On the flip side, the information present in the visual scene may not be activated, or may not be activated as expected. Thus, the absence of a measurable effect does not necessarily rule out the presence of an effect. For example, when using visual information to investigate the activation of phonological aspects of a word (as in Huettig and McQueen, 2007, or Ito et al., 2018), the time taken to retrieve the name of the picture might play a role. For instance, Ito et al. (2018), found that L1, but not L2 speakers predictively activated word-form when they heard highly predictable sentences such as “The tourists expected rain when the sun went behind the cloud but the weather got better later”, and saw

pictures including a word-form competitor (e.g., clown) that appeared 1000ms before onset of the predictable word. A possible explanation for this is that L2 speakers take longer to

retrieve word-form from pictures than L1 speakers (who take an estimated 385ms, see Levelt et al., 1991). Slower lexical retrieval of word-form from the visual array could thus lead to an apparent lack of a word-form effect. In addition, L2 speakers may not always activate the expected phonological form. For instance, Weber and Cutler (2004) found that Dutch listeners, who sometimes confuse the English vowels /æ/ and /ε/, were more likely to look at a pencil, when they heard the word panda, than at a beetle when they heard the word bottle, as they do not tend to confuse the vowels /ɒ/ and /i/. This shows that L2 listeners may not always activate the expected phonological representation of the visual information.

A final consideration is that cognitive resources may be required to drive eye movements. For instance, Huettig, Olivers and Hartsuiker (2011) propose that working memory is required to connect visual and linguistic representations. This is relevant when we consider combining eye-tracking with a simultaneous interpreting task, because such a task may also burden working memory, and potentially reduce eye movements to critical objects. It is also feasible that load manipulations (e.g., Ito et al., 2017) affect predictive eye movements rather than predictive processing itself.

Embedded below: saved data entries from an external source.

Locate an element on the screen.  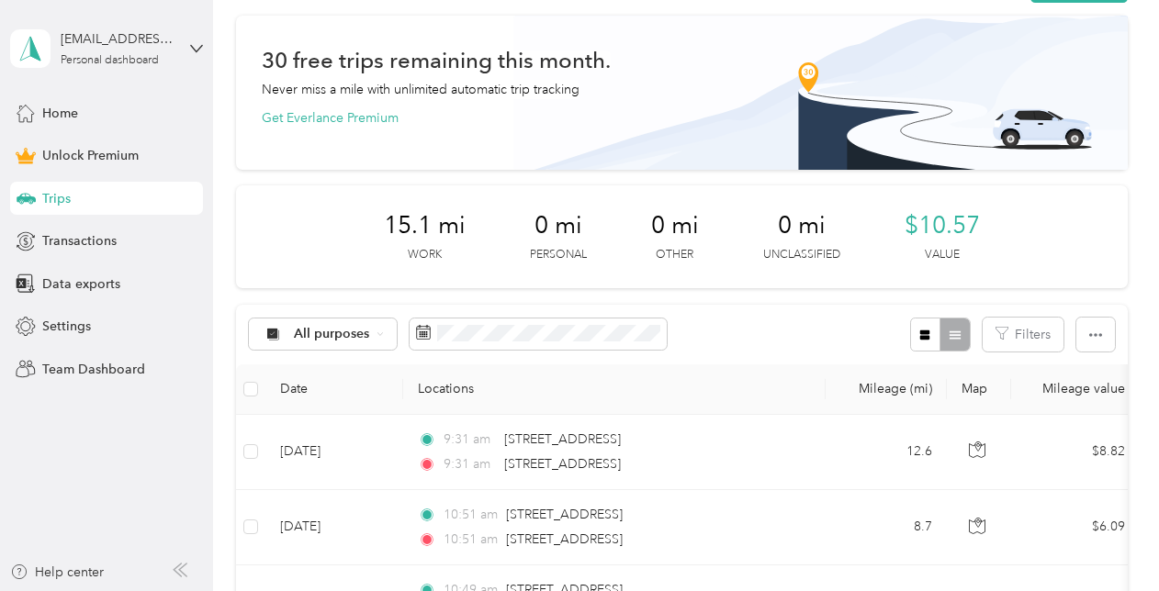
button: Get Everlance Premium is located at coordinates (330, 118).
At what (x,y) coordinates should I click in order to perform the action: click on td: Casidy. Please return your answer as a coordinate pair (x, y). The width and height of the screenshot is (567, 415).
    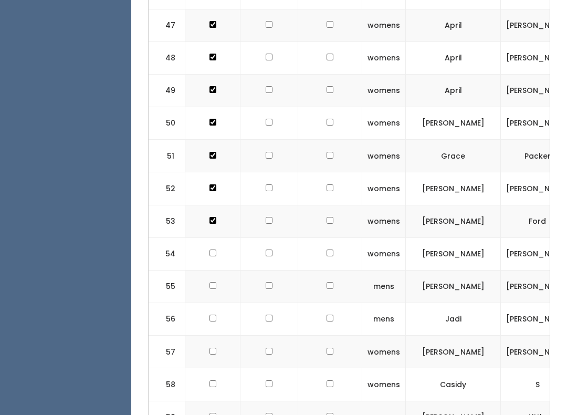
    Looking at the image, I should click on (453, 385).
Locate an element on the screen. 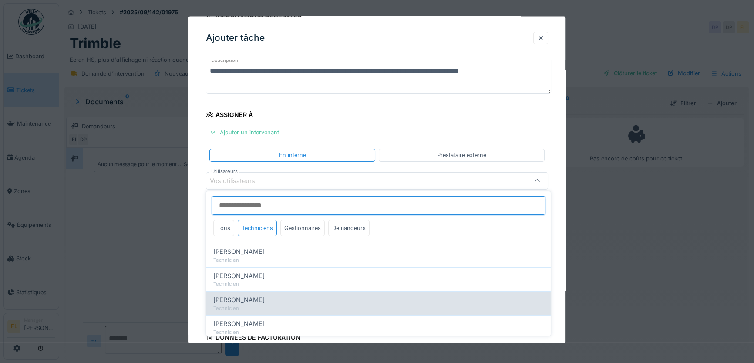  div: Gestionnaires is located at coordinates (302, 228).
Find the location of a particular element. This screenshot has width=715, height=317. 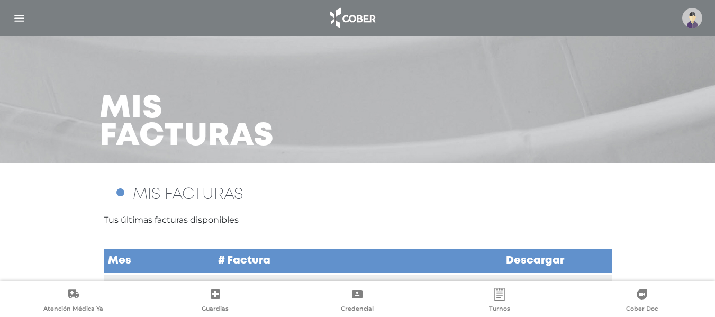

a: Cober Doc is located at coordinates (641, 301).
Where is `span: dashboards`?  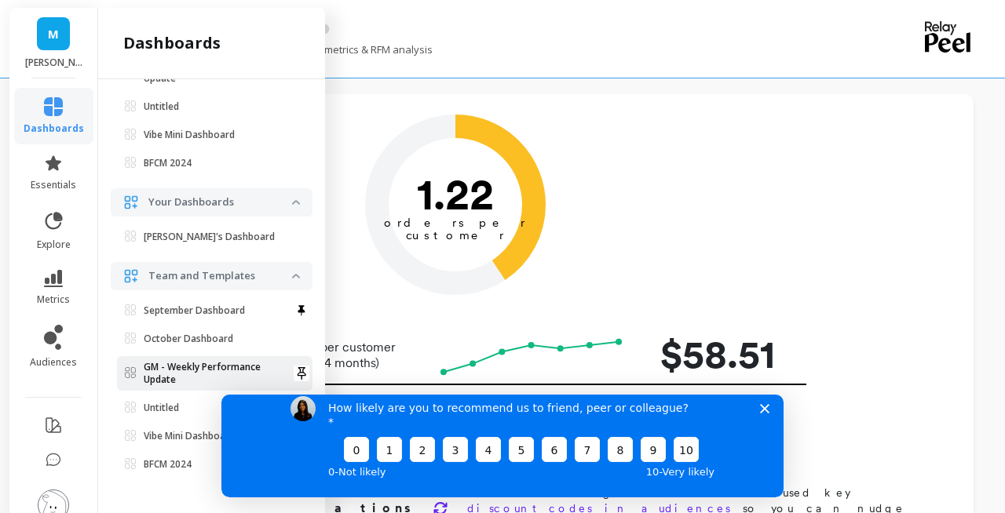 span: dashboards is located at coordinates (53, 129).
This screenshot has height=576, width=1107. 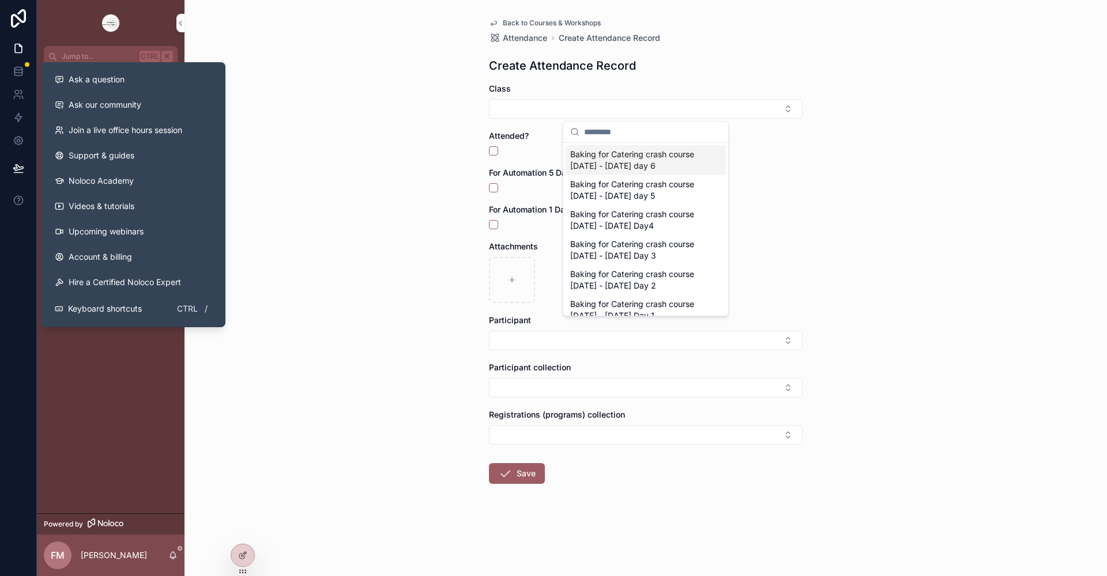 What do you see at coordinates (101, 206) in the screenshot?
I see `span: Videos & tutorials` at bounding box center [101, 206].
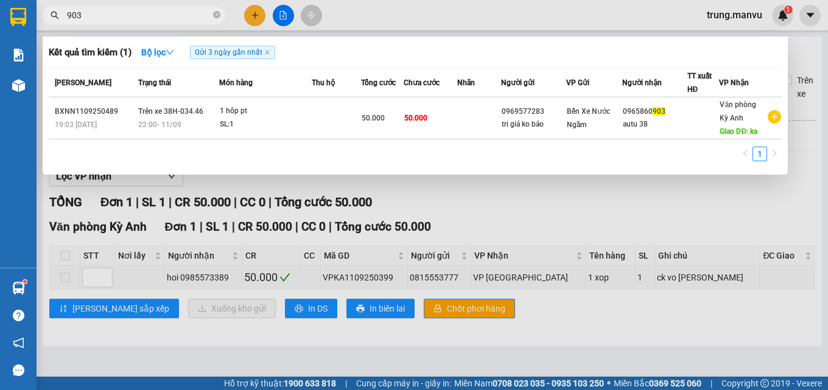  What do you see at coordinates (170, 111) in the screenshot?
I see `span: Trên xe 38H-034.46` at bounding box center [170, 111].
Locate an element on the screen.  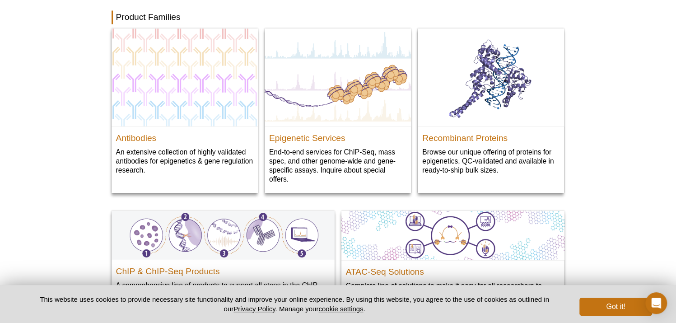
img: Active Motif is located at coordinates (223, 235).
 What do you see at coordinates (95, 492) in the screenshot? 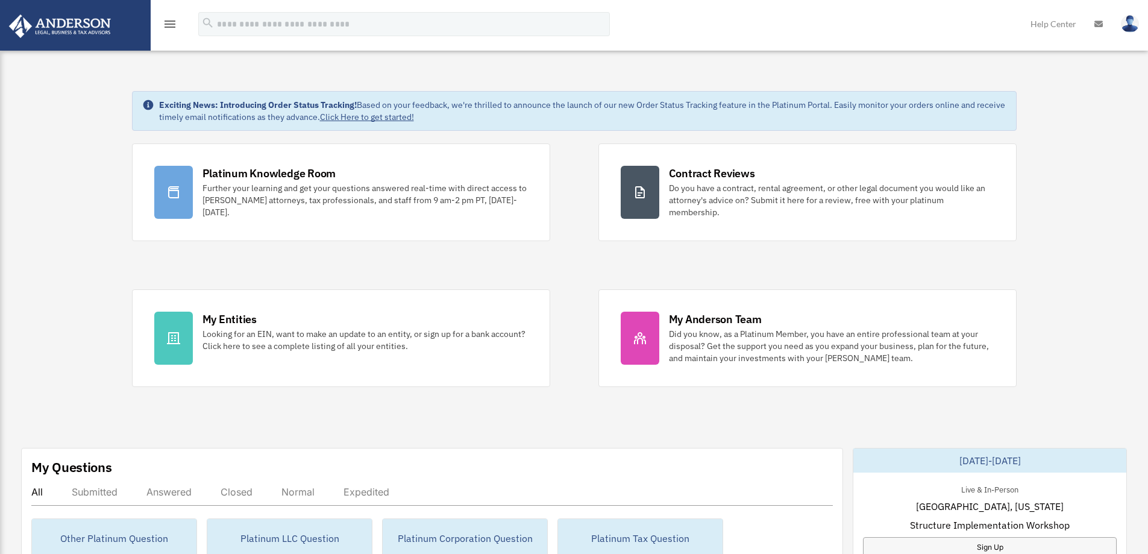
I see `div: Submitted` at bounding box center [95, 492].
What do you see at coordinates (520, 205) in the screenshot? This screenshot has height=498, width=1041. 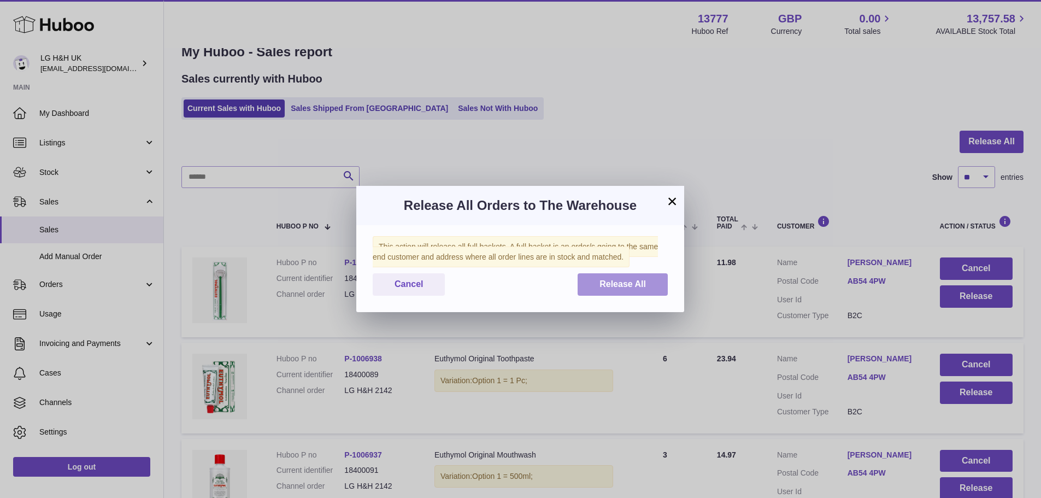 I see `h3: Release All Orders to The Warehouse` at bounding box center [520, 205].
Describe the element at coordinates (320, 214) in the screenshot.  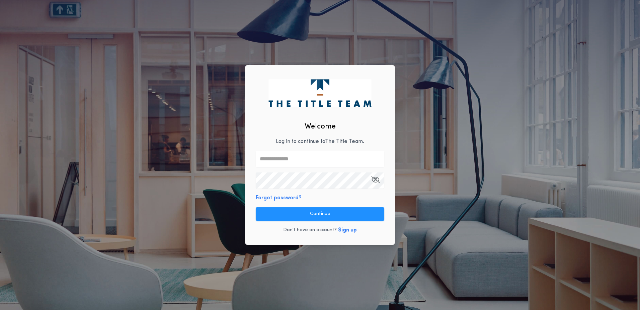
I see `button: Continue` at that location.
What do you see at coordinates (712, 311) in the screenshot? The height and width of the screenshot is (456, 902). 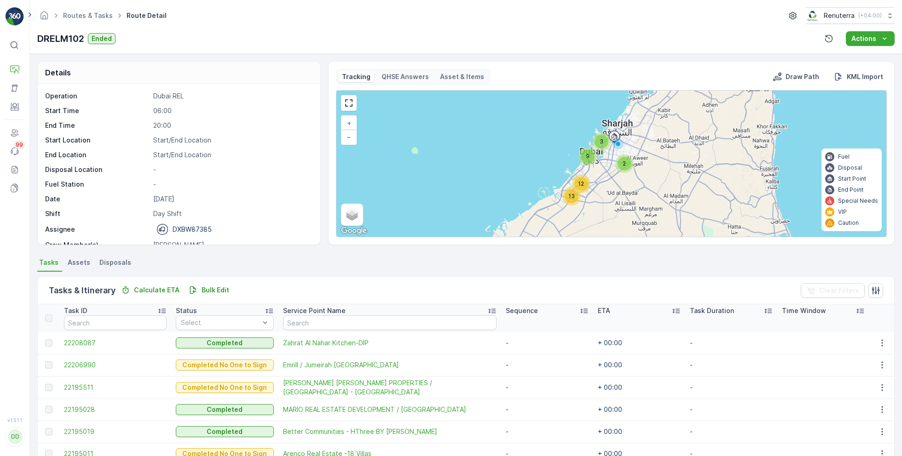 I see `p: Task Duration` at bounding box center [712, 311].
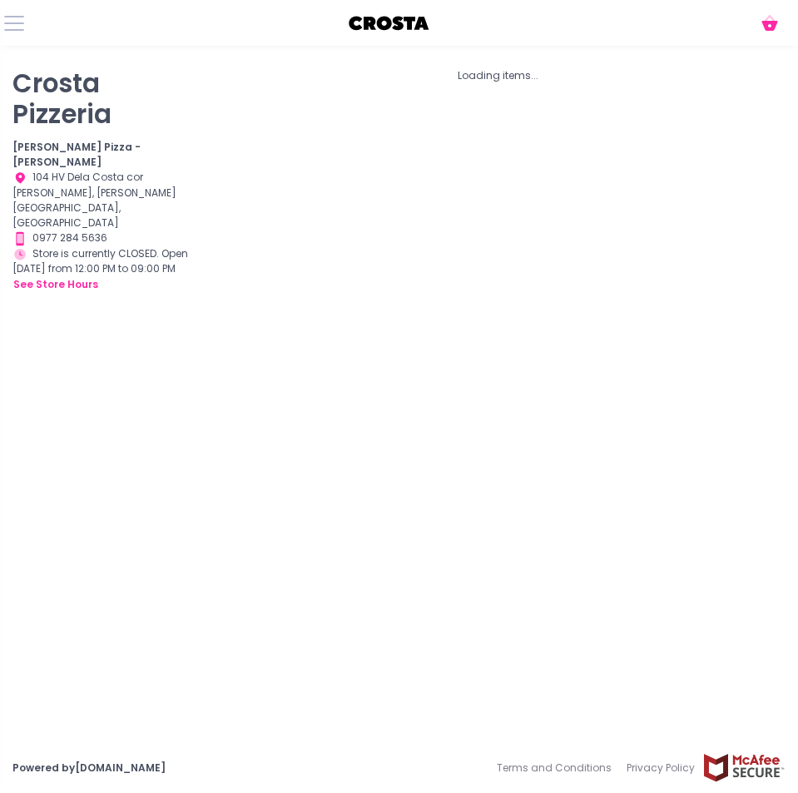 This screenshot has height=793, width=798. Describe the element at coordinates (499, 76) in the screenshot. I see `div: Loading items...` at that location.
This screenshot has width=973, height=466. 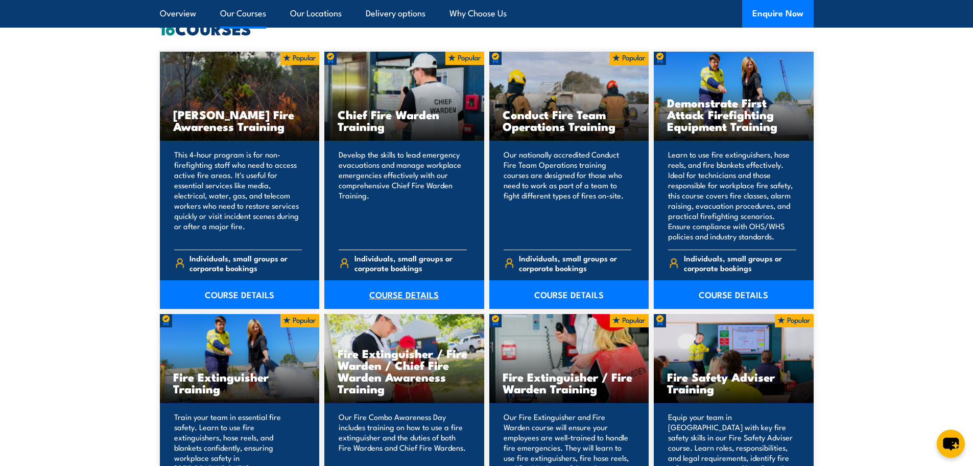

1.10.1.7 Summary of eye-tracking in the visual-world paradigm

The visual-world paradigm has been widely used in recent decades to study a variety of processes linked to comprehension, including prediction (Altmann & Kamide, 1999; Ito et al., 2017; Ito et al., 2018; Kamide et al., 2003), activation of different aspects of words (Huettig & McQueen, 2007; Rommers et al., 2013), and cross-language activation (Chambers

& Cooke, 2009; Marian & Spivey, 2003). It is a non-invasive method of studying, very precisely, the time-course of language comprehension processes, and does not involve any

linguistic interference in the process of comprehension. It is conceivable that considering a visual scene or array leads to differences in comprehension as compared to comprehension in a more ecological setting (although the contextual effect of the visual scene can be reduced by reducing preview time and showing images without context). On the other hand, a visual context is also present in many, if not most, ecological settings. To sum up, the paradigm is a reliable means of investigating the time course of spoken language comprehension.